In his writ petition, Jha contended that the process is 'not only hasty and ill-timed, but has the effect of disenfranchising crores of voters, thereby robbing them of their constitutional right to vote.'
Jha's petition claimed that the decision, taken without consultation with political parties, 'is being used to justify aggressive and opaque revisions of electoral rolls that disproportionately target Muslim, Dalit and poor migrant communities. As such, they are not random patterns but are engineered exclusions.'
Jha, a Rajya Sabha member from the RJD, told the court that the short deadlines render the entire process unreasonable and unworkable.
The petition challenges the process as a violation of the principles laid down by the Supreme Court in Lal Babu Hussein v.

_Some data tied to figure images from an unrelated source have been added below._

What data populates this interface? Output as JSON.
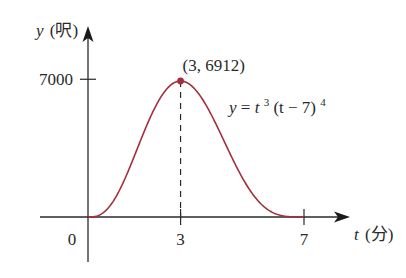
{
  "chart_data": {
    "type": "line",
    "title": "",
    "function_label": "y = t³(t − 7)⁴",
    "function_label_parts": {
      "lhs": "y",
      "eq": " = ",
      "t": "t",
      "exp1": "3",
      "mid": "(t − 7)",
      "exp2": "4"
    },
    "xlabel": "t (分)",
    "xlabel_parts": {
      "var": "t",
      "unit": "(分)"
    },
    "ylabel": "y (呎)",
    "ylabel_parts": {
      "var": "y",
      "unit": "(呎)"
    },
    "x_ticks": [
      {
        "value": 0,
        "label": "0"
      },
      {
        "value": 3,
        "label": "3"
      },
      {
        "value": 7,
        "label": "7"
      }
    ],
    "y_ticks": [
      {
        "value": 7000,
        "label": "7000"
      }
    ],
    "xlim": [
      0,
      7
    ],
    "ylim": [
      0,
      7000
    ],
    "grid": false,
    "legend": null,
    "series": [
      {
        "name": "y = t^3 (t - 7)^4",
        "color": "#a0303c",
        "x": [
          0,
          0.5,
          1,
          1.5,
          2,
          2.5,
          3,
          3.5,
          4,
          4.5,
          5,
          5.5,
          6,
          6.5,
          7
        ],
        "values": [
          0,
          1072.5,
          1296,
          1547.2,
          5000,
          6523.7,
          6912,
          6407.5,
          5184,
          3559.6,
          2000,
          841.8,
          216,
          17.2,
          0
        ]
      }
    ],
    "annotations": [
      {
        "type": "point",
        "x": 3,
        "y": 6912,
        "label": "(3, 6912)",
        "color": "#a0303c"
      },
      {
        "type": "dashed-vline",
        "x": 3,
        "from_y": 0,
        "to_y": 6912
      }
    ]
  },
  "colors": {
    "curve": "#a0303c",
    "axes": "#2a2a2a"
  }
}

Electoral Registration Officer, (1995) 3 SCC 100, which held that deletions from electoral rolls must follow a fair and reasonable procedure.
'The impugned order (ECI's) is discriminatory, unreasonable and manifestly arbitrary and violates Articles 14, 21, 325, and 326. The impugned order dated 24-06-2025 is a tool of institutionalised disenfranchisement,' the petitioner stated.
Questioning the rationale of initiating such an exercise in a state with a high number of migrant workers and illiterate citizens affected by poverty, Jha argued that conducting the process just months before the assembly elections is both illegal and arbitrary.
'The 11 documents which are specified by the ECI to establish citizenship are not the kind of documents which poor and illiterate persons might possess,' Jha said, urging the court to quash the ECI's SIR order.